Cell - Phonic Peace (Indica)
review
Author: Damion
Date: Jun 16, 2005
Views: 2787
Date: Jun 16, 2005
Text: Damion
Taken from: www.psyreviews.com
Vote: 3/10
While the whole chilled-psychedelia market is kind of saturated at the moment, stuff has to distance itself by being very different (Gaudi, for instance, or Chilling Matenda, or even Blumenkraft in its day) or by being very good as a package (the Floating Point and Mountain High records for starters.) Whether Phonic Peace will do it for you generally depends on your tolerance for sampled peasants wailing and tablas.
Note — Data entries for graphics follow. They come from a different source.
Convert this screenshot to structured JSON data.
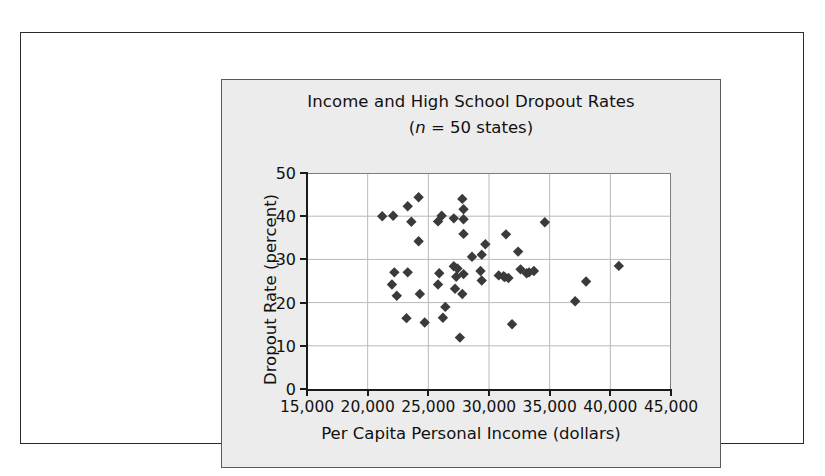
{
  "figure": {
    "panel_bg": "#ececec",
    "plot_bg": "#ffffff",
    "axis_color": "#1a1a1a",
    "grid_color": "#b9b9b9",
    "marker_color": "#3a3a3a"
  },
  "chart_data": {
    "type": "scatter",
    "title": "Income and High School Dropout Rates",
    "subtitle_prefix": "(",
    "subtitle_italic": "n",
    "subtitle_suffix": " = 50 states)",
    "subtitle": "(n = 50 states)",
    "xlabel": "Per Capita Personal Income (dollars)",
    "ylabel": "Dropout Rate (percent)",
    "xlim": [
      15000,
      45000
    ],
    "ylim": [
      0,
      50
    ],
    "xticks": [
      15000,
      20000,
      25000,
      30000,
      35000,
      40000,
      45000
    ],
    "xticklabels": [
      "15,000",
      "20,000",
      "25,000",
      "30,000",
      "35,000",
      "40,000",
      "45,000"
    ],
    "yticks": [
      0,
      10,
      20,
      30,
      40,
      50
    ],
    "yticklabels": [
      "0",
      "10",
      "20",
      "30",
      "40",
      "50"
    ],
    "grid": true,
    "legend": false,
    "marker": "diamond",
    "n": 50,
    "points": [
      [
        21200,
        40.0
      ],
      [
        22100,
        40.1
      ],
      [
        22200,
        27.0
      ],
      [
        22000,
        24.2
      ],
      [
        22400,
        21.6
      ],
      [
        23300,
        42.3
      ],
      [
        23600,
        38.7
      ],
      [
        23300,
        27.0
      ],
      [
        23200,
        16.4
      ],
      [
        24200,
        44.4
      ],
      [
        24200,
        34.2
      ],
      [
        24300,
        22.0
      ],
      [
        24700,
        15.4
      ],
      [
        25800,
        38.8
      ],
      [
        26100,
        40.1
      ],
      [
        25900,
        26.8
      ],
      [
        25800,
        24.2
      ],
      [
        26200,
        16.5
      ],
      [
        26400,
        19.0
      ],
      [
        27100,
        39.5
      ],
      [
        27100,
        28.4
      ],
      [
        27400,
        27.9
      ],
      [
        27300,
        26.0
      ],
      [
        27200,
        23.2
      ],
      [
        27800,
        44.0
      ],
      [
        27900,
        41.6
      ],
      [
        27900,
        39.3
      ],
      [
        27900,
        35.9
      ],
      [
        27900,
        26.6
      ],
      [
        27800,
        22.0
      ],
      [
        27600,
        11.9
      ],
      [
        28600,
        30.6
      ],
      [
        29400,
        31.1
      ],
      [
        29300,
        27.3
      ],
      [
        29400,
        25.1
      ],
      [
        29700,
        33.5
      ],
      [
        30800,
        26.3
      ],
      [
        31200,
        26.1
      ],
      [
        31300,
        25.9
      ],
      [
        31600,
        25.7
      ],
      [
        31400,
        35.8
      ],
      [
        31900,
        15.0
      ],
      [
        32400,
        31.8
      ],
      [
        32600,
        27.7
      ],
      [
        33100,
        26.8
      ],
      [
        33300,
        27.0
      ],
      [
        33700,
        27.3
      ],
      [
        34600,
        38.6
      ],
      [
        37100,
        20.3
      ],
      [
        38000,
        24.9
      ],
      [
        40700,
        28.5
      ]
    ]
  }
}
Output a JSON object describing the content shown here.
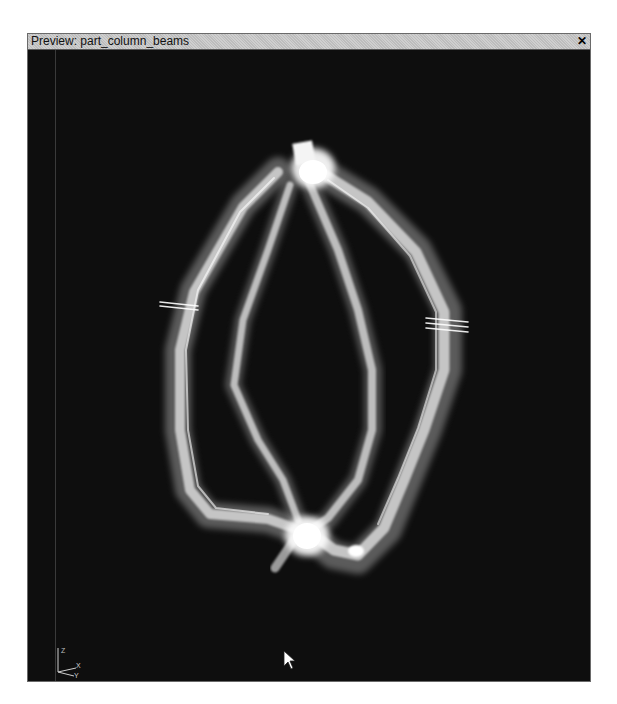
{
  "window": {
    "title": "Preview: part_column_beams",
    "close_icon": "close-icon"
  },
  "viewport": {
    "background": "#0e0e0e",
    "model_name": "part_column_beams",
    "axis_gizmo": {
      "labels": [
        "Z",
        "X",
        "Y"
      ]
    }
  },
  "colors": {
    "titlebar": "#c9c9c9",
    "tube": "#e8e8e8",
    "background": "#0e0e0e"
  }
}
Yes, it’s hippy chill alright. It works best on Lord Of Silk, which actually progresses into a decent tune in and of itself, rather than disappearing into sample-CD-heavy ‘authentic’ instrumentation. But for the rest of it, it’s repetitive and self-indulgent, with identical themes and sounds cropping up all over the place. This whole thing of bringing eastern sounds into music isn’t big and it isn’t clever; the Beatles were at it forty odd year s ago, it was almost shit then and it’s definitely shit now. Cell’s stab at 4-4 (White Call) is shambolic and sounds like something Roy Aquarius did in 1997, and while the deeper chill tunes may be immaculately-produced and sound amazing in the small stoned hours (Phonic Peace For Tibet, Magic Karma) you can’t help but feel a little patronised by it all. Why are we being doled out this National Geographic musical orientalism? Are you preaching to me? Are you coming over all Baraka on my ass? Nine tracks of tabla’s and wailing with a variety of different beats whacked underneath them. There’s much cleverer and more rewarding stuff out there than this.
Text: Damion
Taken from: www.psyreviews.com
Vote: 3/10
While the whole chilled-psychedelia market is kind of saturated at the moment, stuff has to distance itself by being very different (Gaudi, for instance, or Chilling Matenda, or even Blumenkraft in its day) or by being very good as a package (the Floating Point and Mountain High records for starters.) Whether Phonic Peace will do it for you generally depends on your tolerance for sampled peasants wailing and tablas. Yes, it’s hippy chill alright. It works best on Lord Of Silk, which actually progresses into a decent tune in and of itself, rather than disappearing into sample-CD-heavy ‘authentic’ instrumentation. But for the rest of it, it’s repetitive and self-indulgent, with identical themes and sounds cropping up all over the place. This whole thing of bringing eastern sounds into music isn’t big and it isn’t clever; the Beatles were at it forty odd year s ago, it was almost shit then and it’s definitely shit now. Cell’s stab at 4-4 (White Call) is shambolic and sounds like something Roy Aquarius did in 1997, and while the deeper chill tunes may be immaculately-produced and sound amazing in the small stoned hours (Phonic Peace For Tibet, Magic Karma) you can’t help but feel a little patronised by it all. Why are we being doled out this National Geographic musical orientalism? Are you preaching to me? Are you coming over all Baraka on my ass? Nine tracks of tabla’s and wailing with a variety of different beats whacked underneath them. There’s much cleverer and more rewarding stuff out there than this.